Going Down?

Microbiologist Jeff Gralnick and an interdisciplinary team of U of M researchers descend to the depths of the Soudan Mine to study unusual microbes that thrive without ever seeing the light of day.

Microbiologist Jeff Gralnick isn’t afraid of the dark, remote environments. That’s where the novel microorganisms hang out. So when E. Calvin Alexander, a geochemist in the U of M’s Department of Geology and Geophysics invited him to take a 2,341-foot trip to the lowest level (level 27) of Minnesota’s Soudan Mine to check out some microbial communities, Gralnick didn’t hesitate.

“This is a frontier of microbiology, an extreme environment where microbes live and even thrive despite the absence of light,” says Gralnick, a member of the University’s BioTechnology Institute and an assistant professor in the Microbiology Department. But it’s not just the novel environment that lures researchers deep underground. It’s the unusual properties of these darkness-dwelling microbes.

“Some of the bacteria that we are seeing are able to convert iron(II) into iron(III), essentially forming rust or iron oxide,” says Gralnick.  Typically, “Nobody knows how those bacteria do what they do.”

That first foray blossomed into an unusual collaboration across disciplines and campuses. The research team includes Gralnick and Alexander along with Dean Peterson, an adjunct geology professor at the University of Minnesota-Duluth. Gralnick describes Peterson as a “real rock geologist” who spent his career looking at the structure of the mine. The team also includes Brandy Toner in the Department of Soil, Water and Climate and Christine Salomon at the Center for Drug Design in the Academic Health Center. The project has gained momentum with the help of a $545,000 grant specifically targeting creative ideas from Minnesota’s Environment and Natural Resources Trust Fund. And the project has expanded beyond basic science research to include drug discovery, biotechnology and outreach. The team is already finding new microorganisms and will start sequencing them early next year with an eye to eventually looking at the environmental metagenomics of the site. “We knew there was biology there,” says Gralnick. “Now we can sequence the entire microbial community to help us understand how they live.”

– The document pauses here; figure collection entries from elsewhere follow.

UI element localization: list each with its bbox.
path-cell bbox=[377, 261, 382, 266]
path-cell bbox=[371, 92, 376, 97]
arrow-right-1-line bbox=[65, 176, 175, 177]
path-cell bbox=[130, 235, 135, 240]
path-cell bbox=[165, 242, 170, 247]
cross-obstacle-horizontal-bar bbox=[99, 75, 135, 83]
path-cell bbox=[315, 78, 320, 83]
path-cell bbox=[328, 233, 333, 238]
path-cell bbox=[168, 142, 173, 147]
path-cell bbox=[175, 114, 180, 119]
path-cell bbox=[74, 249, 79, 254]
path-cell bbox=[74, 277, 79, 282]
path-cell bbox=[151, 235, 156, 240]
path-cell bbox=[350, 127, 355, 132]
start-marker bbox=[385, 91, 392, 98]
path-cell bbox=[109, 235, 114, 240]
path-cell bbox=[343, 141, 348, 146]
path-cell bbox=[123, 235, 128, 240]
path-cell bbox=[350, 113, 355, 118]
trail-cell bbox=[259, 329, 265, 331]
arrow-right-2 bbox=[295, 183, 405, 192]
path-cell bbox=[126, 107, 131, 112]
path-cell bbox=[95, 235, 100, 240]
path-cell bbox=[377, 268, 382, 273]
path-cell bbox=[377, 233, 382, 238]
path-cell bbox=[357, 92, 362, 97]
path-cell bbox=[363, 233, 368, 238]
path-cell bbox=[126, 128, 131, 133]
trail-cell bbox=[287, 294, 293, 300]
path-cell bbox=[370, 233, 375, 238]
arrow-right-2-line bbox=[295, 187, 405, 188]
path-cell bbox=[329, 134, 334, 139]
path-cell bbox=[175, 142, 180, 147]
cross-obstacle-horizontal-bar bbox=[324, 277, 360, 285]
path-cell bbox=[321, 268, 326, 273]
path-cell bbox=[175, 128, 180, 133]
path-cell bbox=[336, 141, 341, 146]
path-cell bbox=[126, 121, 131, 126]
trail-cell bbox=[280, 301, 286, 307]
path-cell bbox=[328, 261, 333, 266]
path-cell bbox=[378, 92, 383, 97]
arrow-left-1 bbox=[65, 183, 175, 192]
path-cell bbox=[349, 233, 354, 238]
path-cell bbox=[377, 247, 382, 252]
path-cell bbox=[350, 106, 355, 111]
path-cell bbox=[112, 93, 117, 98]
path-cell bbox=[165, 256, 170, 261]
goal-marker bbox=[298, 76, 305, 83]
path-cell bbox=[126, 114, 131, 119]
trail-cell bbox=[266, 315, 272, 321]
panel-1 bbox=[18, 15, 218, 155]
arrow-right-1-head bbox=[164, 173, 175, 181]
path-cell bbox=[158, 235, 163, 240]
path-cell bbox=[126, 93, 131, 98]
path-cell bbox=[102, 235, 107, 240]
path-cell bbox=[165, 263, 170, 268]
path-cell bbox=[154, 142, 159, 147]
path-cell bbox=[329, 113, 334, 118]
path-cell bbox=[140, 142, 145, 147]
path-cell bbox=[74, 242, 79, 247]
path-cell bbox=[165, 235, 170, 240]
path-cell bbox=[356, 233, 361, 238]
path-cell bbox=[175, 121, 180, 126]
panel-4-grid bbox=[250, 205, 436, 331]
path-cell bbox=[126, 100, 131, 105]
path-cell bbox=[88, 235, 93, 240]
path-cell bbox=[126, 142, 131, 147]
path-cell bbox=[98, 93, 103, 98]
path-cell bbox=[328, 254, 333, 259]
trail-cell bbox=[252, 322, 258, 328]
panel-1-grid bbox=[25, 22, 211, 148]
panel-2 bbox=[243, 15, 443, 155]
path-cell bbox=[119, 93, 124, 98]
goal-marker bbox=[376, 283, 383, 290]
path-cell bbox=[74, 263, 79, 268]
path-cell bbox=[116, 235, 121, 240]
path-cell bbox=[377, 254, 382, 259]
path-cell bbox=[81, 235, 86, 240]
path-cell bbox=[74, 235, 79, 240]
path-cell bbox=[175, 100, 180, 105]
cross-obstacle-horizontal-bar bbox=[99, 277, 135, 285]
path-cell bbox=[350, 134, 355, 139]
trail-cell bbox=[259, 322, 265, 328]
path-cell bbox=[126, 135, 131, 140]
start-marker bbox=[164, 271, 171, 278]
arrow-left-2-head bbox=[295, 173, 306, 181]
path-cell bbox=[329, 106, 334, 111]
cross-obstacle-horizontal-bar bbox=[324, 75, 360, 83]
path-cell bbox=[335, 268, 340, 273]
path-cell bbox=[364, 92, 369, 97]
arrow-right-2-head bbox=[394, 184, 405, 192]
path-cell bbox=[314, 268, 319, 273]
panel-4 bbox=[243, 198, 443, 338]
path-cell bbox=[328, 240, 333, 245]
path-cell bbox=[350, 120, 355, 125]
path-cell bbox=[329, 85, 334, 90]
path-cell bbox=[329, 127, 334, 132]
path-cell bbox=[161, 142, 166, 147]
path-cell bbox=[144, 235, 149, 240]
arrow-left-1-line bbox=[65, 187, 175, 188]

The researchers are exploring sites where water is coming up from below the surface. The extremely salty brine contains lots of soluble iron and only mixes with oxygen once it reaches the surface. But unlike seawater, the salt content comes from calcium not sodium. The bacteria Gralnick has cultured so far are related to Marinobacter, a bacterial genus commonly found in oceans, some of which are able to accelerate rust formation with the help of oxygen. “We’re trying to get a feel for how organisms get to places and stay for a long time,” says Gralnick. But how does a marine microbe end up with a close cousin deep below the earth’s surface? And how are these bacteria thriving in this extreme environment? Another mystery: The age of the iron deposits in the mine.

“Formations like the Soudan Mine are seen all over the planet – most are around 2.4 billion years old, which is when oxygen became common in the atmosphere,” says Gralnick. The iron in the Soudan Mine is around 2.7 billion years old, well before oxygen that might cause the chemical reactions the researchers have observed. It’s a geological mystery, but one possibility does suggest itself to the researchers; the processes could be driven by biology. If that is the case, Gralnick and his colleagues may have hit a rich vein of new knowledge. “It’s a really different way to think about history and time in biology.”

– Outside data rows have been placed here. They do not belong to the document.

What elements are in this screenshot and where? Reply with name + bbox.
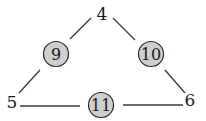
edge-node-left: 9	[44, 42, 69, 67]
edge-top-to-right	[113, 18, 135, 40]
corner-top-label: 4	[97, 4, 108, 24]
edge-node-bottom-label: 11	[91, 96, 111, 115]
edge-node-bottom: 11	[89, 93, 114, 118]
edge-node-right-label: 10	[141, 45, 161, 64]
edge-node-left-label: 9	[51, 45, 61, 64]
magic-triangle-diagram: 4 5 6 9 10 11	[0, 0, 206, 121]
edge-top-to-left	[70, 18, 91, 39]
corner-bottom-right-label: 6	[185, 90, 196, 110]
corner-bottom-left-label: 5	[7, 92, 18, 112]
edge-right-to-bottom-right	[165, 70, 185, 93]
edge-left-to-bottom-left	[19, 70, 40, 93]
edge-node-right: 10	[139, 42, 164, 67]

Did the microbes arise slowly, where O2 reacted with ferrous iron resulting in rust and  banded iron formations such as the Soudan formation, or did they come on the scene rapidly, cataclysmically changing the chemistry of the atmosphere and oceans forever? Studying the Soudan Iron Mine may lend insight into this debate. “In some ways, the Soudan Iron Mine is not only a window into the deep subsurface,” says Gralnick, “but it is also a portal back in time.”

If the iron conversion process the researchers have observed is driven by biology rather than chemistry, the discovery holds great promise as the basis for biological solutions to some real-world problems such as the development of more effective microbial fuel cells. “If we can use biology on both sides of the equation [as opposed to biology on one side and chemistry on the other],” says Gralnick, “it opens up some interesting possibilities for using electricity to drive metabolism in organisms as a fuel source.” Ultimately, studying the microbes could also result in better anti-microbial and anti-cancer drugs, and improved toxic metal sequestration technology to name a few possible applications.

These bacteria aren’t easy to study, but their unusual properties keep the researchers coming back. Says Gralnick: “You never know what will pan out.”